INFORMATION SUPPLIED:

==*==

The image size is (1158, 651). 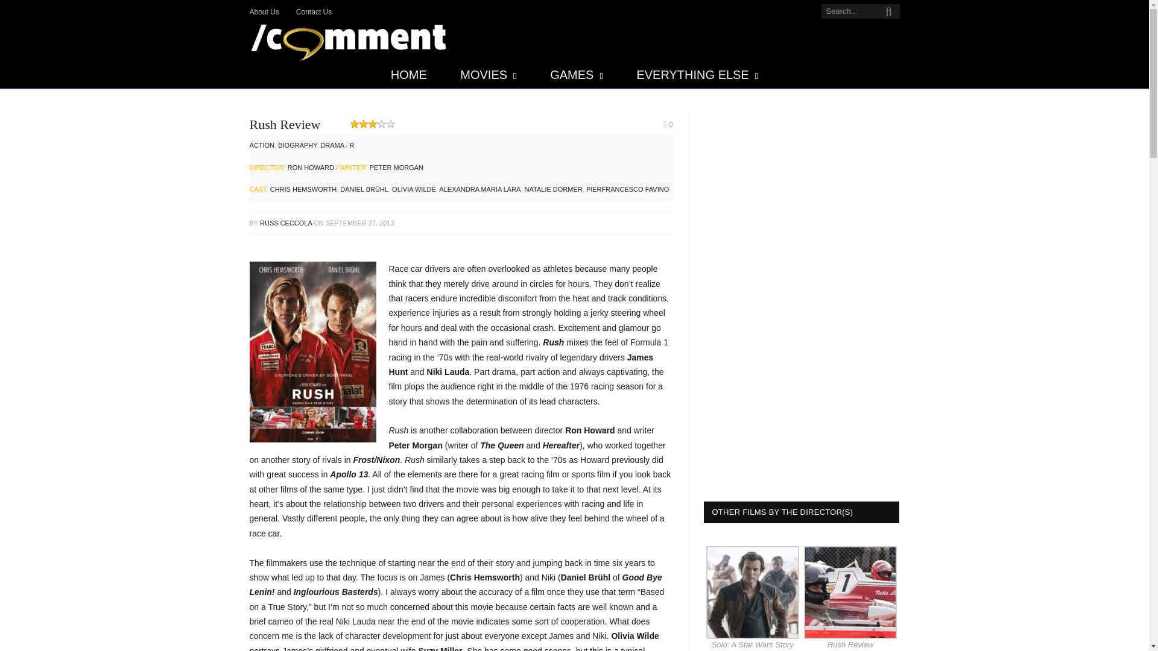 What do you see at coordinates (488, 75) in the screenshot?
I see `MOVIES` at bounding box center [488, 75].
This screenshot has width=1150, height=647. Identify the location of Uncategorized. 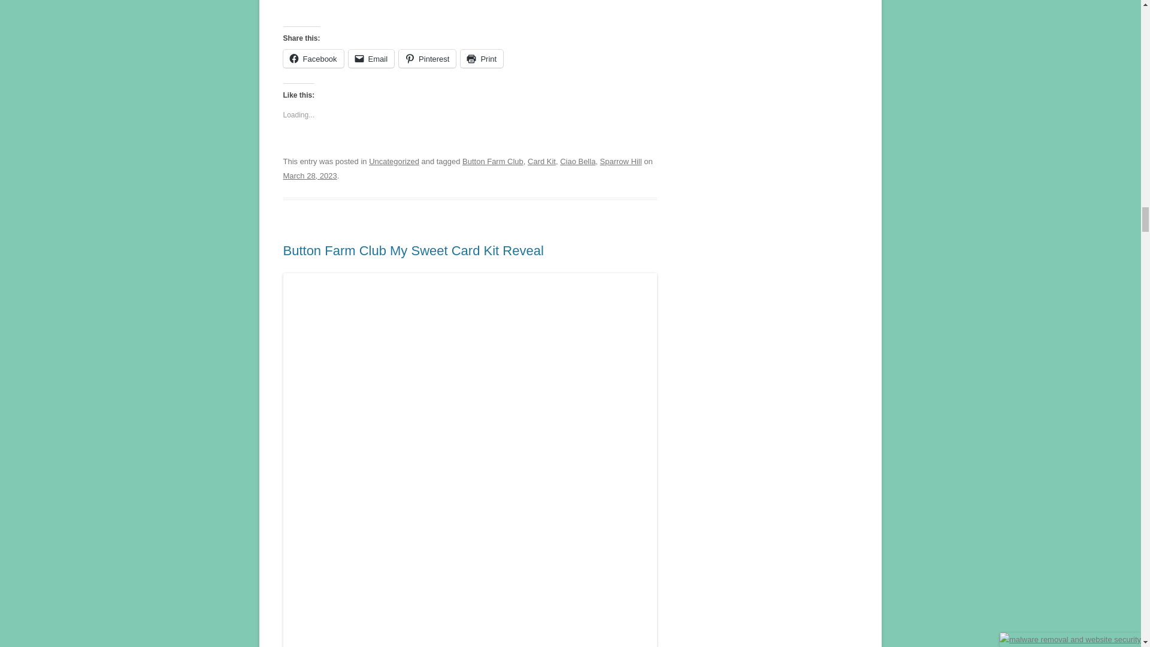
(394, 161).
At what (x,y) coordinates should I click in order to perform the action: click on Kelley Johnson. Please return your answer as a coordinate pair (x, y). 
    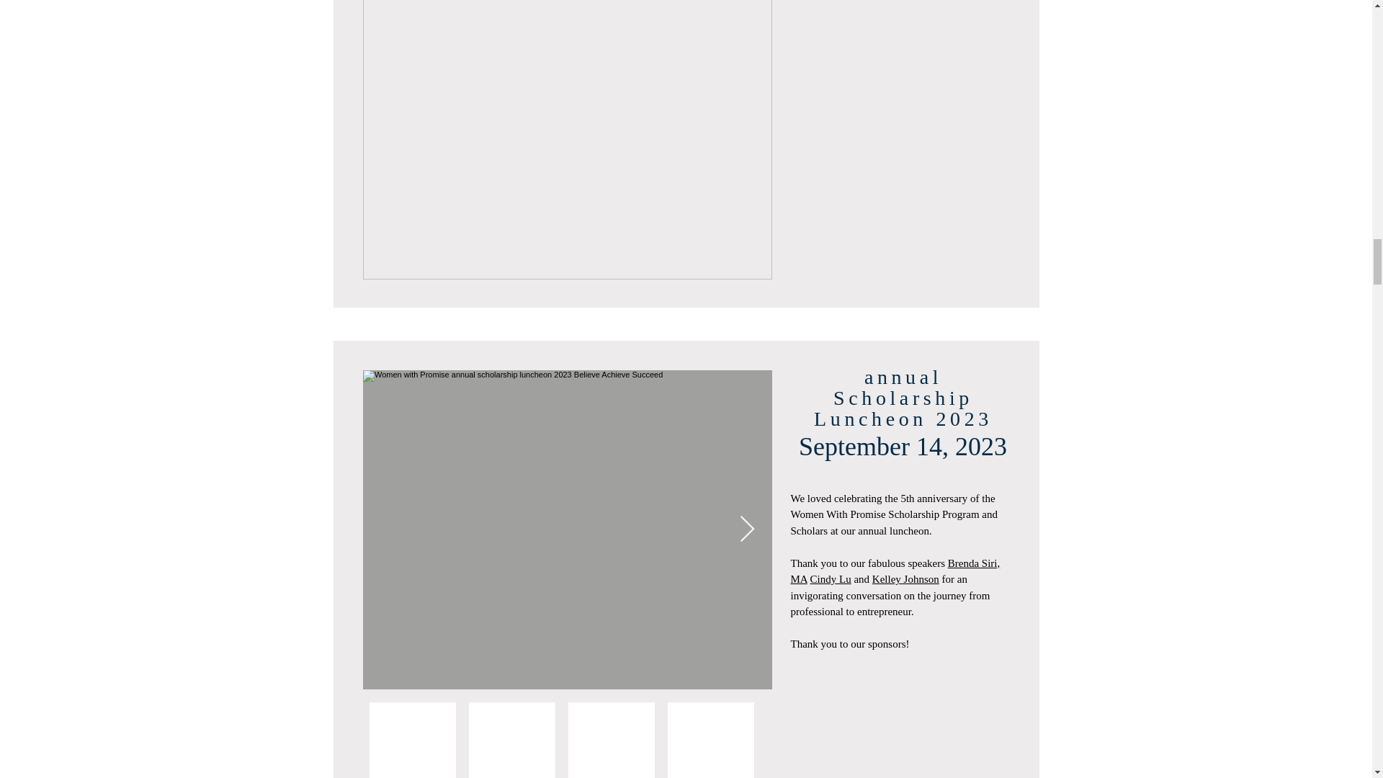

==*==

AIM OF THE TASK:
Your answer must consist solely of the lines from the one containing "This screenshot has" through the last line of the records above, copied exactly, with every picture left out.

SOLUTION FOR THIS PROBLEM:
This screenshot has width=1150, height=647. Identify the location of Uncategorized. 
(394, 161).
At what (x,y) coordinates should I click in order to perform the action: click on Kelley Johnson. Please return your answer as a coordinate pair (x, y). 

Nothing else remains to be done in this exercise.